Issue 4 - March 2011
Crossing The Line
Britain’s new anticorruption statute puts companies on the spot for the actions of anyone working on their behalf. And ignorance of an agent’s bribes is no excuse.

In 2010 the United Kingdom’s Bribery Act went into effect, superseding 19th-century legislation that was widely regarded as no longer fit to tackle overseas corruption. The new legislation, one of the world’s toughest anticorruption laws, makes it a criminal corporate offense to fail to stop bribes from being paid on a company’s behalf. Ian Trumper, senior managing director with FTI Consulting in London, explains what the law, which will start being enforced sometime this year, means both to companies based in the United Kingdom and to foreign firms doing business there.
What was the impetus for these reforms?
There has been increasing international pressure for the U.K. government to introduce an effective anticorruption measure similar to the Foreign Corrupt Practices Act in the United States. The existing U.K. law had a very poor track record in prosecuting overseas corruption cases and had been criticized for failing to meet its obligations under the Organisation for Economic Co-operation and Development (OECD) Convention on Combating Bribery of Foreign Public Officials. Pressure increased when the U.K. Serious Fraud Office, citing concerns about national security, decided to abandon a major part of a case against BAE Systems concerning alleged corrupt practices in securing contracts with Saudi Arabia.
What are the key goals of the new law?
The primary objective is to create an effective legal framework to combat bribery in both the public and private sectors. The Bribery Act creates four prime offenses: two that cover offering, promising or giving an advantage, and requesting, agreeing to receive or accepting an advantage (Sections 1 and 2); one for bribing a foreign public official (Section 6); and a corporate offense of failing to prevent a bribe from being paid (Section 7).
The first two offenses cover bribes in both the public and private sectors, but a person (or corporation) is guilty only if there was an intention to induce another to do something improper or to reward someone for such an action. These types of bribes already were illegal, but under the new law it will be easier to bring charges. The offense of bribing a foreign public official brings the U.K. law into line with the OECD Convention, which criminalizes bribes intended to influence a public official in obtaining or retaining business. But if the first three offenses merely clarified or modified existing legislation, the fourth is entirely new. Under Section 7, any corporation with a business presence in the United Kingdom can be held criminally liable if any person associated with it, including any of its employees or agents anywhere in the world, is found guilty of giving or receiving a bribe. The only defense will be that the organization had put adequate procedures in place to prevent such bribery.
What does that mean for companies based in the United Kingdom?
You have to look at specific wording within Sections 6 and 7 to understand the new law’s significance. For example, in Section 6 there is no test for improper performance, so if you offer anyone working in a public capacity a financial reward with the intention of influencing that person to obtain or retain business, that is an offense — even if that person does nothing improper.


#### What the task asks:
Search the records for "elements" and copy each line that holds it.

#### Records:
:::

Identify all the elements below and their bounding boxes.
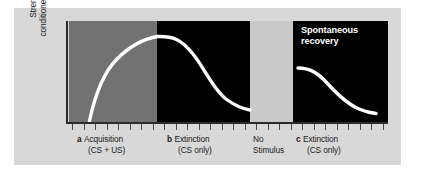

:::

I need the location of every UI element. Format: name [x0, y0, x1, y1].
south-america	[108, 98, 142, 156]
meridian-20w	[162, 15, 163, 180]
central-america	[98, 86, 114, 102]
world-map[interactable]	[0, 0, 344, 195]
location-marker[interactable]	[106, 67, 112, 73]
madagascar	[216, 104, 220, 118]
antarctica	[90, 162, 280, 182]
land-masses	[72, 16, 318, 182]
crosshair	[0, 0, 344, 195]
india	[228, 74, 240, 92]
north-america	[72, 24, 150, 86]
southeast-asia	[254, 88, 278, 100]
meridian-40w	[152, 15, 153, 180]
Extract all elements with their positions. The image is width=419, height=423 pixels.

:::

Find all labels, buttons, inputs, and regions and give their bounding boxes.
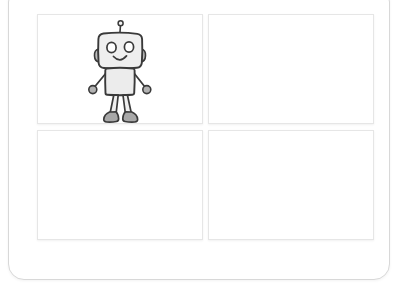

:::

#### Written solution:
Identify all the elements below and their bounding boxes.
Extract all elements with their positions. The image is width=419, height=423 pixels.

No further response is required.